Each record should be copied exactly, and none of them omitted.

**Information supplied**
***
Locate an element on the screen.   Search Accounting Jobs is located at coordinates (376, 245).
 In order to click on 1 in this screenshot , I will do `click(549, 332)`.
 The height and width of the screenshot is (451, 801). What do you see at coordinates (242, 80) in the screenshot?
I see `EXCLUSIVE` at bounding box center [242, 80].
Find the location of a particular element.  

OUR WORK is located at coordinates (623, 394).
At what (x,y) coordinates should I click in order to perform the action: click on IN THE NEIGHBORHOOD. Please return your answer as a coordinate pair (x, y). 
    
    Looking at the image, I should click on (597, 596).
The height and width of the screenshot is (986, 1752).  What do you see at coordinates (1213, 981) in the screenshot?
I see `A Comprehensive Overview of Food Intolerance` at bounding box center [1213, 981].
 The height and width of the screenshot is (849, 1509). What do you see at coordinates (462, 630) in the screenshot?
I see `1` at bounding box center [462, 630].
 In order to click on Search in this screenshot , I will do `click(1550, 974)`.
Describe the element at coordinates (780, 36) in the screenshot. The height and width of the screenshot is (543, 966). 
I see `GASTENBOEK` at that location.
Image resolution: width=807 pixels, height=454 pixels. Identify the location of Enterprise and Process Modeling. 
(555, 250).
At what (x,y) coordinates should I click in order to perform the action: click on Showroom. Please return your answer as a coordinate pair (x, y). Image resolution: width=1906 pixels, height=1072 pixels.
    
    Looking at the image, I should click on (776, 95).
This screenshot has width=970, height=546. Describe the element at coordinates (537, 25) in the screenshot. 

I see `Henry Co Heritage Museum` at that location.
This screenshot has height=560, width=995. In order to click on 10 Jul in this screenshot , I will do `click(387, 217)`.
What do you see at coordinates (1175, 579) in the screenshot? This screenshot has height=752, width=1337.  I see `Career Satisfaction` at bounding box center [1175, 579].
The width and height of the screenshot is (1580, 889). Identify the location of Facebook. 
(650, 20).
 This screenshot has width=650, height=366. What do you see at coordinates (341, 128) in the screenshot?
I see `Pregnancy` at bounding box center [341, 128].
***
**Exercise result**
Locate an element on the screen.   Search Accounting Jobs is located at coordinates (376, 245).
 In order to click on 1 in this screenshot , I will do `click(549, 332)`.
 The height and width of the screenshot is (451, 801). What do you see at coordinates (242, 80) in the screenshot?
I see `EXCLUSIVE` at bounding box center [242, 80].
Find the location of a particular element.  

OUR WORK is located at coordinates (623, 394).
At what (x,y) coordinates should I click in order to perform the action: click on IN THE NEIGHBORHOOD. Please return your answer as a coordinate pair (x, y). 
    
    Looking at the image, I should click on (597, 596).
The height and width of the screenshot is (986, 1752).  What do you see at coordinates (1213, 981) in the screenshot?
I see `A Comprehensive Overview of Food Intolerance` at bounding box center [1213, 981].
 The height and width of the screenshot is (849, 1509). What do you see at coordinates (462, 630) in the screenshot?
I see `1` at bounding box center [462, 630].
 In order to click on Search in this screenshot , I will do `click(1550, 974)`.
Describe the element at coordinates (780, 36) in the screenshot. The height and width of the screenshot is (543, 966). 
I see `GASTENBOEK` at that location.
Image resolution: width=807 pixels, height=454 pixels. Identify the location of Enterprise and Process Modeling. 
(555, 250).
At what (x,y) coordinates should I click in order to perform the action: click on Showroom. Please return your answer as a coordinate pair (x, y). Image resolution: width=1906 pixels, height=1072 pixels.
    
    Looking at the image, I should click on (776, 95).
This screenshot has width=970, height=546. Describe the element at coordinates (537, 25) in the screenshot. 

I see `Henry Co Heritage Museum` at that location.
This screenshot has height=560, width=995. In order to click on 10 Jul in this screenshot , I will do `click(387, 217)`.
What do you see at coordinates (1175, 579) in the screenshot? This screenshot has height=752, width=1337.  I see `Career Satisfaction` at bounding box center [1175, 579].
The width and height of the screenshot is (1580, 889). Identify the location of Facebook. 
(650, 20).
 This screenshot has width=650, height=366. What do you see at coordinates (341, 128) in the screenshot?
I see `Pregnancy` at bounding box center [341, 128].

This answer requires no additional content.